The myth of the ironclad prenuptial agreement

Posted Tuesday, August 29th, 2017 by Gregory Forman
Filed under Attorney-Client Relations, Equitable Distribution/Property Division, Not South Carolina Specific, Of Interest to Family Court Litigants, Of Interest to Family Law Attorneys

Intolerable Cruelty, a lesser Coen Brothers movie, follows the courtship of an over-slick, high-powered divorce lawyer and a man-eating gold-digger, as they take turns getting over on the other. The plot’s Macguffin is the “Massey Pre-Nup,” an allegedly ironclad agreement that has never been successfully challenged. It is, obviously, a work of fiction.

Most folks seeking prenuptial agreements prior to entering wedlock assume that the agreement they will be entering is similarly ironclad. Experience teaches they never are. This doesn’t mean that every prenuptial agreement is challenged at the time of the marital dissolution. Sometimes the less powerful spouse simply doesn’t have the energy or desire to challenge the prenuptial agreement. Sometime both parties gain something from the prenup that they might not get from the family court which they consider valuable, and both are unwilling to risk a challenge. However when the less powerful spouse wants to challenge the validity of a prenup, a clever attorney can often help them find weaknesses.

There are two reasons for this: attorneys are human; spouses are human. Because attorneys are human, they cannot conceive every potential outcome. Unlike separation agreements (or most other domestic agreements), prenuptial agreement are written to address some hypothetical future event–either one spouse’s death or a marital dissolution. Other domestic agreements only need to address circumstances at the time of the agreement. Prenuptial agreements need to address an unlimited number of potential future pathways.

For example, a prenuptial agreement may intend to allow one spouse to keep a particular item of property separate. It’s very easy to draft a prenup to accomplish this. It’s easy to consider the possibility that this property may be sold, and the proceeds used to purchase some future property. It’s less easy, but still quite possible, to draft that prenuptial agreement. What if this premarital property is subsequently mortgaged and the proceeds used for part, but not all, of the purchase of a new piece of property? That’s harder to anticipate. What about a daisy chain of accumulated property? Unless all parts of that potential chain of property are rendered premarital under the prenuptial agreement, the final property is potentially marital. Attorneys simply cannot anticipate every potential eventuality.
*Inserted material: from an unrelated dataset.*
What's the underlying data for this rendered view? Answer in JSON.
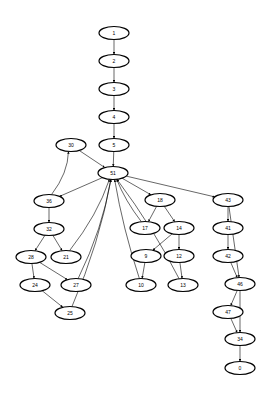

And even if they could, clients might well bungle it anyway. A number of prenuptial agreements I’ve encountered have been partially vitiated because the more powerful spouse had better things to do during the marriage than continually reference the prenuptial agreement. A prenup may provide methods for keeping property separate, but if the spouse doesn’t follow those methods property can become marital. I once encountered a prenuptial agreement that allowed one spouse to fund certain retirement accounts from marital earning with those accounts remaining non marital. During the marriage that spouse–one of most savvy clients I’ve ever represented–opened a new retirement account and funded it heavily. He was shocked to learn that account was marital and ended up having to provide his spouse a substantial portion of the proceeds from that account.

Because no prenuptial agreement is ironclad, it’s best to view them as leverage in marital dissolution settlement negotiations. For sake of illustration, assume that the less powerful spouse would get $5 million in equitable distribution if there was no prenuptial agreement and would get $1 million in equitable distribution of the prenup is ironclad. The value of that spouse’s equitable distribution claim is somewhere between $1 million and $5 million.

If the prenuptial agreement wasn’t properly executed (no separate attorneys; no full financial disclosure), the claim’s value is likely very close to $5 million. If the agreement was properly executed, anticipated all the relevant contingencies that took place during the marriage, and the more powerful spouse complied with the terms of the prenuptial agreement to keep property separate, the claim’s value is very likely close to $1 million. However, in valuing the equitable distribution claim, good attorneys won’t simply be looking at how much the less powerful spouse is entitled to under that agreement. They will also be analyzing the value of the equitable distribution claim if the prenuptial agreement is invalid and determining how well and how strongly the agreement might be undermined.

Folks seeking prenuptial agreements with the expectation that this will be an ironclad agreement are likely to be disappointed when the marriage dissolves. Folks seeking these agreements in the hope that they can shield some of their assets from their intended are–assuming their attorney does a good job drafting the agreement and following the formalities in executing the agreement, and they do a good job following it–likely to be pleased with how well it shielded their assets during the divorce. An ironclad prenuptial agreement is a myth. Treating these agreements as leverage–sometimes very powerful leverage–in marital dissolution settlement negotiations is a more realistic view.